It is through this conceptual argument that Kant contends that there is a theoretical argument that states, with validity, that God exists (Rossi, 2009). He arrives at this conclusion because, as noted previously, he has shown that this argument is based on a concept of the possible (2009). It is during his critical period that Kant reversed his position and claimed that no theoretical argument can prove the existence of God. It is at this time that Kant arrives at the conclusion that here that he there can be no validity to a claim of knowledge that lies beyond the limits of human experience. “It lies beyond the powers of human reason to bring us to any knowledge of an unconditioned ground for the framework within which we apprehend objects in their spatio-temporal relations” (2009). Thus, to seek beyond the limits of experience is to enter the realm of the speculative. It is here that Kant begins to make the distinction between the “constitutive” and the “regulative.”
The constitutive claim is one that addresses objects and concepts that are within our human realm of experience, whereas regulative refers to that which serves as a starting point for a line of inquiry. Kant refuted the logic of Wolff and Leibniz, who posited the theoretical existence of God by virtue of the existence of the human soul, though Kant insists that such knowledge can be nothing more than theoretical.

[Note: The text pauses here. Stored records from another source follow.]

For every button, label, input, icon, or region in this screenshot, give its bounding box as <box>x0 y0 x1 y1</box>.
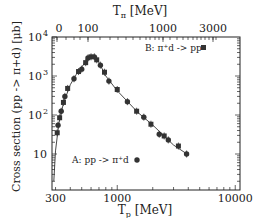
x-axis-label: Tp [MeV] <box>118 203 172 218</box>
y-tick-exponent: 4 <box>43 29 48 38</box>
legend-marker-square <box>201 45 206 50</box>
y-tick-exponent: 3 <box>43 68 48 77</box>
x2-tick-label: 100 <box>78 22 99 35</box>
legend-marker-circle <box>134 157 139 162</box>
x2-tick-label: 1000 <box>149 22 177 35</box>
x-tick-label: 300 <box>45 192 66 205</box>
y-tick-exponent: 2 <box>43 107 48 116</box>
y-tick-label: 10 <box>28 31 42 44</box>
x2-axis-label: Tπ [MeV] <box>113 4 168 20</box>
y-tick-label: 10 <box>28 109 42 122</box>
x2-tick-label: 3000 <box>199 22 227 35</box>
chart: 10102103104300100010000Tp [MeV]010010003… <box>0 0 266 218</box>
x2-tick-label: 0 <box>56 22 63 35</box>
y-axis-label: Cross section (pp -> π+d) [μb] <box>10 17 23 197</box>
x-tick-label: 10000 <box>218 192 253 205</box>
plot-frame <box>52 37 240 190</box>
y-tick-label: 10 <box>33 148 47 161</box>
y-tick-label: 10 <box>28 70 42 83</box>
legend-label-a: A: pp -> π⁺d <box>71 155 129 165</box>
legend-label-b: B: π⁺d -> pp <box>145 43 202 53</box>
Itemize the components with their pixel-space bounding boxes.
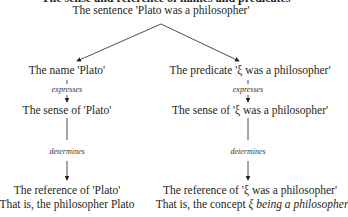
gloss-concept: ξ being a philosopher: [249, 198, 348, 210]
right-predicate-node: The predicate 'ξ was a philosopher': [170, 64, 331, 77]
right-determines-label: determines: [230, 147, 265, 156]
left-reference-gloss: That is, the philosopher Plato: [0, 198, 135, 211]
arrow-root-to-name: [77, 24, 161, 61]
right-expresses-label: expresses: [233, 85, 263, 94]
arrow-root-to-predicate: [161, 24, 239, 61]
root-sentence: The sentence 'Plato was a philosopher': [73, 4, 250, 17]
right-sense-node: The sense of 'ξ was a philosopher': [172, 104, 328, 117]
left-sense-node: The sense of 'Plato': [23, 104, 112, 117]
right-reference-node: The reference of 'ξ was a philosopher': [163, 184, 337, 197]
gloss-prefix: That is, the concept: [156, 198, 249, 210]
left-name-node: The name 'Plato': [29, 64, 105, 77]
left-reference-node: The reference of 'Plato': [14, 184, 121, 197]
right-reference-gloss: That is, the concept ξ being a philosoph…: [156, 198, 348, 211]
left-expresses-label: expresses: [52, 85, 82, 94]
left-determines-label: determines: [49, 147, 84, 156]
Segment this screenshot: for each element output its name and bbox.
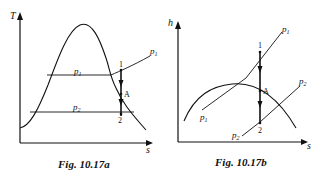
down-arrow-icon xyxy=(119,99,124,106)
s-axis-label-a: s xyxy=(146,144,150,155)
point-1-b: 1 xyxy=(258,41,262,50)
down-arrow-icon xyxy=(258,66,263,73)
point-2-b: 2 xyxy=(258,126,262,135)
s-axis-label-b: s xyxy=(307,140,311,151)
point-a-a: A xyxy=(124,90,130,99)
caption-a: Fig. 10.17a xyxy=(57,158,110,170)
h-axis-label: h xyxy=(168,17,173,28)
p2-top-label-b: p2 xyxy=(298,76,307,87)
h-axis-arrow-icon xyxy=(175,21,181,29)
point-a-b: A xyxy=(263,87,269,96)
t-axis-label: T xyxy=(10,10,17,21)
t-axis-arrow-icon xyxy=(17,12,23,20)
p1-end-label-a: p1 xyxy=(149,46,158,57)
point-2-a: 2 xyxy=(118,116,122,125)
figure-b: h s p1 p1 p2 p2 1 A 2 Fig. 10.17b xyxy=(168,17,311,168)
p1-low-label-b: p1 xyxy=(199,112,208,123)
p2-label-a: p2 xyxy=(72,102,81,113)
saturation-dome-a xyxy=(20,24,146,130)
point-1-a: 1 xyxy=(119,60,123,69)
p2-low-label-b: p2 xyxy=(231,130,240,141)
caption-b: Fig. 10.17b xyxy=(214,156,267,168)
diagram-canvas: T s p1 p1 p2 1 A 2 Fig. 10.17a h s xyxy=(0,0,327,179)
figure-a: T s p1 p1 p2 1 A 2 Fig. 10.17a xyxy=(10,10,158,170)
isobar-p1-superheat-a xyxy=(111,56,150,75)
p1-label-a: p1 xyxy=(73,66,82,77)
p1-top-label-b: p1 xyxy=(281,24,290,35)
down-arrow-icon xyxy=(258,101,263,108)
isobar-p1-b xyxy=(202,32,282,110)
down-arrow-icon xyxy=(119,80,124,87)
isobar-p2-b xyxy=(242,86,300,136)
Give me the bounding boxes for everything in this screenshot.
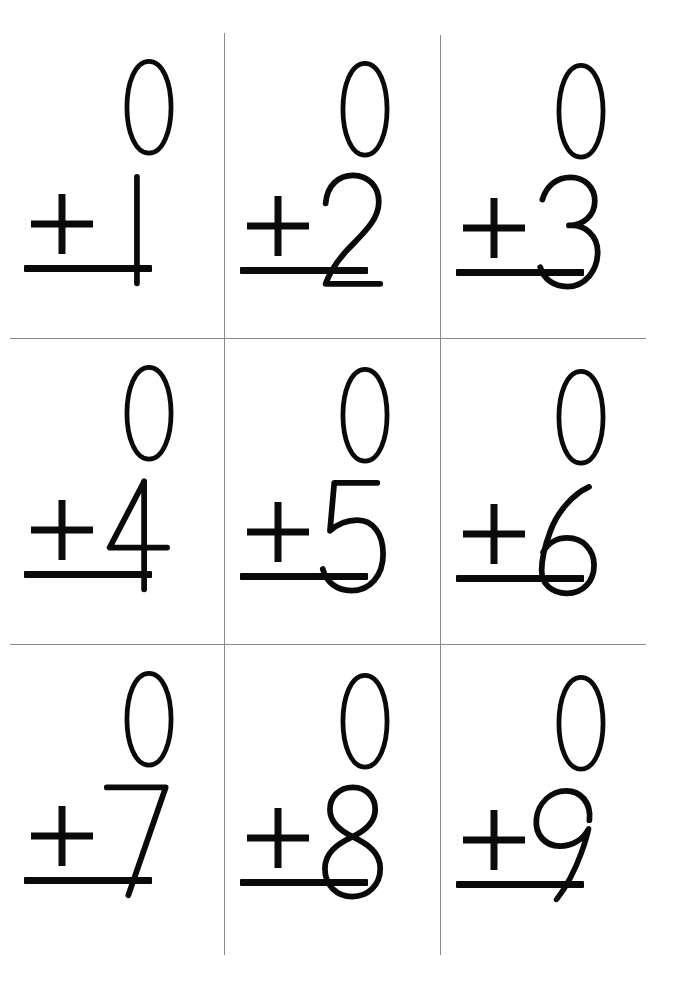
plus-operator-icon xyxy=(242,802,314,874)
flashcard-cell xyxy=(442,40,660,340)
top-addend xyxy=(118,54,180,158)
answer-rule xyxy=(24,571,152,578)
flashcard-cell xyxy=(226,38,444,338)
addition-problem xyxy=(442,652,660,952)
top-addend xyxy=(118,666,180,770)
answer-rule xyxy=(456,575,584,582)
top-addend xyxy=(550,670,612,774)
top-addend xyxy=(550,58,612,162)
addition-problem xyxy=(10,648,228,948)
answer-blank[interactable] xyxy=(240,276,368,332)
answer-blank[interactable] xyxy=(24,274,152,330)
plus-operator-icon xyxy=(26,800,98,872)
flashcard-sheet xyxy=(0,0,683,985)
answer-blank[interactable] xyxy=(240,888,368,944)
answer-blank[interactable] xyxy=(456,278,584,334)
flashcard-cell xyxy=(442,652,660,952)
answer-blank[interactable] xyxy=(456,890,584,946)
flashcard-cell xyxy=(442,346,660,646)
plus-operator-icon xyxy=(458,804,530,876)
answer-rule xyxy=(240,267,368,274)
answer-blank[interactable] xyxy=(456,584,584,640)
answer-blank[interactable] xyxy=(24,580,152,636)
answer-rule xyxy=(456,269,584,276)
top-addend xyxy=(334,668,396,772)
addition-problem xyxy=(226,38,444,338)
answer-blank[interactable] xyxy=(24,886,152,942)
flashcard-cell xyxy=(226,344,444,644)
answer-rule xyxy=(24,265,152,272)
plus-operator-icon xyxy=(26,188,98,260)
top-addend xyxy=(334,362,396,466)
answer-rule xyxy=(240,573,368,580)
flashcard-cell xyxy=(10,342,228,642)
addition-problem xyxy=(10,342,228,642)
answer-rule xyxy=(456,881,584,888)
flashcard-cell xyxy=(226,650,444,950)
answer-rule xyxy=(24,877,152,884)
plus-operator-icon xyxy=(458,192,530,264)
addition-problem xyxy=(10,36,228,336)
plus-operator-icon xyxy=(242,190,314,262)
top-addend xyxy=(550,364,612,468)
top-addend xyxy=(334,56,396,160)
plus-operator-icon xyxy=(242,496,314,568)
addition-problem xyxy=(442,346,660,646)
plus-operator-icon xyxy=(26,494,98,566)
plus-operator-icon xyxy=(458,498,530,570)
addition-problem xyxy=(226,344,444,644)
addition-problem xyxy=(226,650,444,950)
addition-problem xyxy=(442,40,660,340)
answer-blank[interactable] xyxy=(240,582,368,638)
flashcard-cell xyxy=(10,648,228,948)
answer-rule xyxy=(240,879,368,886)
top-addend xyxy=(118,360,180,464)
flashcard-cell xyxy=(10,36,228,336)
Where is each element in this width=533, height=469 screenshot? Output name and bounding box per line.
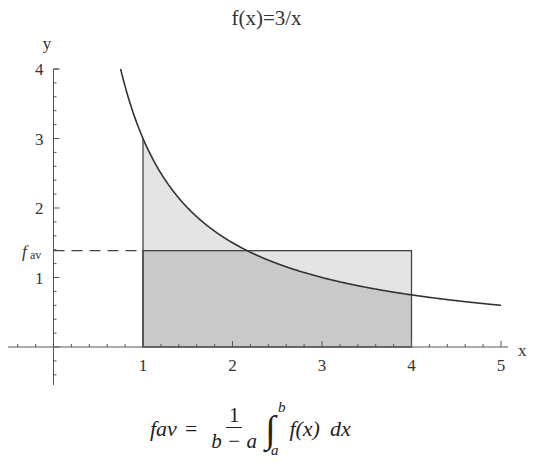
y-tick-label: 2 [35,199,44,218]
x-tick-label: 4 [407,356,416,375]
integral-lower-bound: a [271,443,279,458]
y-tick-label: 4 [35,60,44,79]
y-tick-label: 3 [35,130,44,149]
x-tick-label: 5 [497,356,506,375]
plot-area: 123451234xyfav [0,0,533,469]
formula-dx: dx [330,416,351,442]
x-tick-label: 1 [139,356,148,375]
x-tick-label: 2 [228,356,237,375]
integral-sign: ∫ba [265,410,275,448]
formula-denominator: b − a [211,428,257,454]
formula-numerator: 1 [226,403,243,428]
x-axis-label: x [518,341,527,360]
formula-integrand: f(x) [289,416,320,442]
average-value-formula: fav = 1 b − a ∫ba f(x) dx [150,403,351,454]
x-tick-label: 3 [318,356,327,375]
formula-equals: = [185,416,197,442]
fav-label-subscript: av [30,248,41,262]
formula-fraction: 1 b − a [211,403,257,454]
integral-upper-bound: b [278,400,286,415]
y-tick-label: 1 [35,269,44,288]
fav-label: f [22,242,29,261]
y-axis-label: y [43,34,52,53]
formula-lhs: fav [150,416,177,442]
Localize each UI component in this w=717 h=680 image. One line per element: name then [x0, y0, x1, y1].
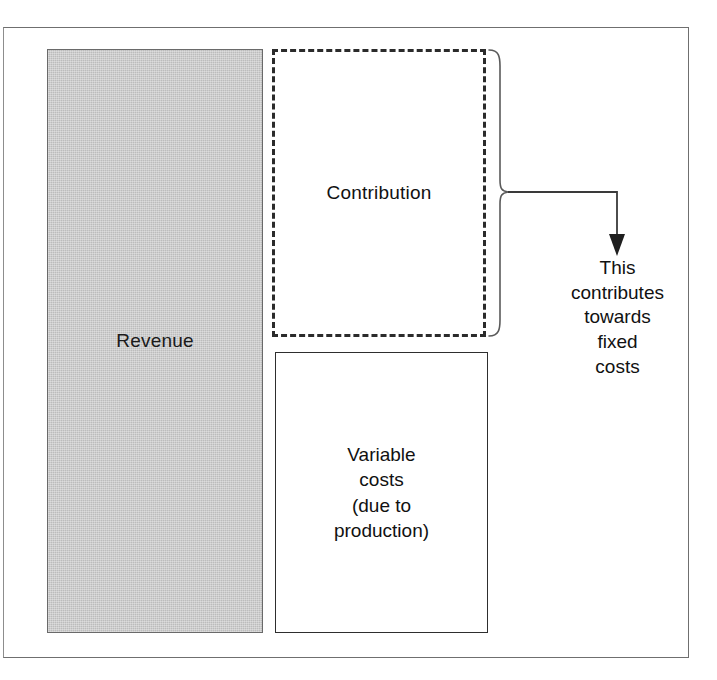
- annotation-line: contributes: [540, 281, 695, 306]
- figure-page: f Revenue Contribution Variable costs (d…: [0, 0, 717, 680]
- variable-costs-line: (due to: [334, 493, 429, 518]
- variable-costs-block: Variable costs (due to production): [275, 352, 488, 633]
- contribution-block: Contribution: [272, 49, 486, 337]
- variable-costs-block-label: Variable costs (due to production): [334, 442, 429, 543]
- annotation-line: towards: [540, 305, 695, 330]
- revenue-block-label: Revenue: [116, 330, 193, 352]
- variable-costs-line: production): [334, 518, 429, 543]
- variable-costs-line: Variable: [334, 442, 429, 467]
- annotation-line: costs: [540, 355, 695, 380]
- annotation-line: This: [540, 256, 695, 281]
- variable-costs-line: costs: [334, 467, 429, 492]
- annotation-label: This contributes towards fixed costs: [540, 256, 695, 379]
- revenue-block: Revenue: [47, 49, 263, 633]
- annotation-line: fixed: [540, 330, 695, 355]
- contribution-block-label: Contribution: [327, 182, 432, 204]
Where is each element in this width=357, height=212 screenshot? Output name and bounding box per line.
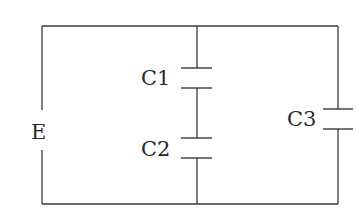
right-branch: C3 bbox=[287, 26, 353, 204]
c1-label: C1 bbox=[141, 66, 170, 90]
c3-label: C3 bbox=[287, 107, 316, 131]
capacitor-c3: C3 bbox=[287, 107, 353, 131]
capacitor-c2: C2 bbox=[141, 137, 212, 161]
source-label: E bbox=[31, 120, 46, 144]
circuit-diagram: E C1 C2 C3 bbox=[0, 0, 357, 212]
middle-branch: C1 C2 bbox=[141, 26, 212, 204]
source-E: E bbox=[31, 26, 46, 204]
c2-label: C2 bbox=[141, 137, 170, 161]
capacitor-c1: C1 bbox=[141, 66, 212, 90]
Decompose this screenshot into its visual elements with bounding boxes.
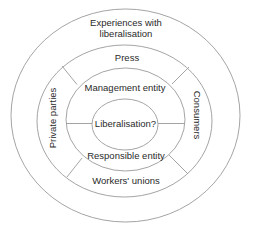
outer-ring-label-line1: Experiences with: [90, 17, 162, 28]
outer-ring-label-line2: liberalisation: [100, 28, 153, 39]
concentric-rings-diagram: Experiences with liberalisation Press Wo…: [0, 0, 253, 232]
middle-ring-label-bottom: Workers' unions: [92, 175, 160, 186]
divider-lower-left: [67, 158, 82, 177]
inner-ring-label-top: Management entity: [85, 82, 166, 93]
outer-ring: [11, 9, 240, 222]
inner-ring-label-bottom: Responsible entity: [87, 150, 165, 161]
divider-upper-left: [62, 66, 77, 85]
middle-ring-label-right: Consumers: [192, 91, 203, 140]
middle-ring-label-left: Private parties: [47, 87, 58, 148]
middle-ring-label-top: Press: [115, 52, 140, 63]
divider-upper-right: [172, 67, 189, 84]
core-label: Liberalisation?: [95, 118, 156, 129]
divider-lower-right: [169, 155, 188, 174]
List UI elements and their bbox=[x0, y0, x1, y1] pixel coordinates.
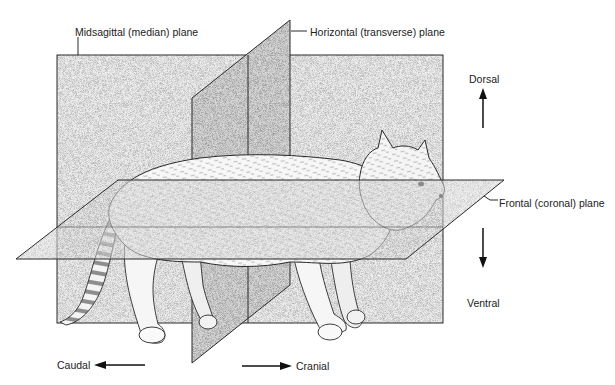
frontal-leader-line bbox=[484, 196, 498, 200]
midsagittal-plane-label: Midsagittal (median) plane bbox=[75, 26, 198, 38]
ventral-label: Ventral bbox=[467, 297, 500, 309]
caudal-arrow bbox=[94, 361, 145, 369]
horizontal-plane-label: Horizontal (transverse) plane bbox=[310, 26, 445, 38]
anatomical-planes-diagram: Midsagittal (median) plane Horizontal (t… bbox=[0, 0, 615, 385]
ventral-arrow bbox=[479, 228, 487, 268]
dorsal-arrow bbox=[479, 88, 487, 128]
cat-paw bbox=[318, 324, 342, 340]
cat-paw bbox=[199, 315, 217, 329]
cranial-arrow bbox=[242, 362, 292, 370]
cranial-label: Cranial bbox=[296, 360, 329, 372]
caudal-label: Caudal bbox=[57, 359, 90, 371]
frontal-plane-label: Frontal (coronal) plane bbox=[499, 197, 605, 209]
dorsal-label: Dorsal bbox=[469, 73, 499, 85]
cat-paw bbox=[139, 327, 165, 343]
cat-paw bbox=[347, 310, 365, 324]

It is in the Critique of Pure Reason that Kant’s contentions concerning the existence of God reaches their fruition. Kant argues that human reason, not faith or theory, is the very agent by which the existence of God may be asserted. Thus, Kant writes in the second edition of Critique that he “had to deny knowledge in order to make room for faith” (1896). This leads to what Kant called his moral argument for the existence of God.
Despite his refutation of the theoretical affirmations of God’s existence, Kant writes in Critique of Pure Reason that would like nothing better than to meet an individual who knows that there is a God and an afterlife. “For a man who knows that is the very man for whom I have been so long in search of. As all knowledge, if it refers to an object of pure reason, can be communicated, I might hope that, through his teaching, my own knowledge would be increased in the most wonderful way” (Kant, 1896, 664). Without the imposition of reason, there can be no “faith” in the supposition of God’s existence. In other words, theory is little more than a faith-based argument. “If we surrenderand take a man who is entirely indifferent with regard to moral laws, the question proposed by reason becomes merely a problem for speculation” (665).
Thus, reason must wield an organizing, systematic influence on cogitation and logic. Otherwise, key components of the logical process are omitted. In the Critique of Pure Reason, Kant speaks of the “highest aim” to which reason is appointed. “These highest aims mustaccording to the nature of reason, possess a certain unity in order to advance by their union that interest of humanity which is second to no other” (Kant, 1896, 640). This is reason in its regulative function, serving the important purpose of establishing guidelines by which philosophical inquiry must proceed. In “The Canon of Pure Reason,” Kant explains this position by citing the spiritual nature of the human soul as an example. Spirituality and immortality may be well understood, but no empirically oriented explanation could possibly be offered because “our concept of an incorporeal nature is purely negative and does not expand our knowledge in the least,” nor does it offer any substantial rational ground from which to draw any but fictitious conclusions” (Kant, 1896, 641).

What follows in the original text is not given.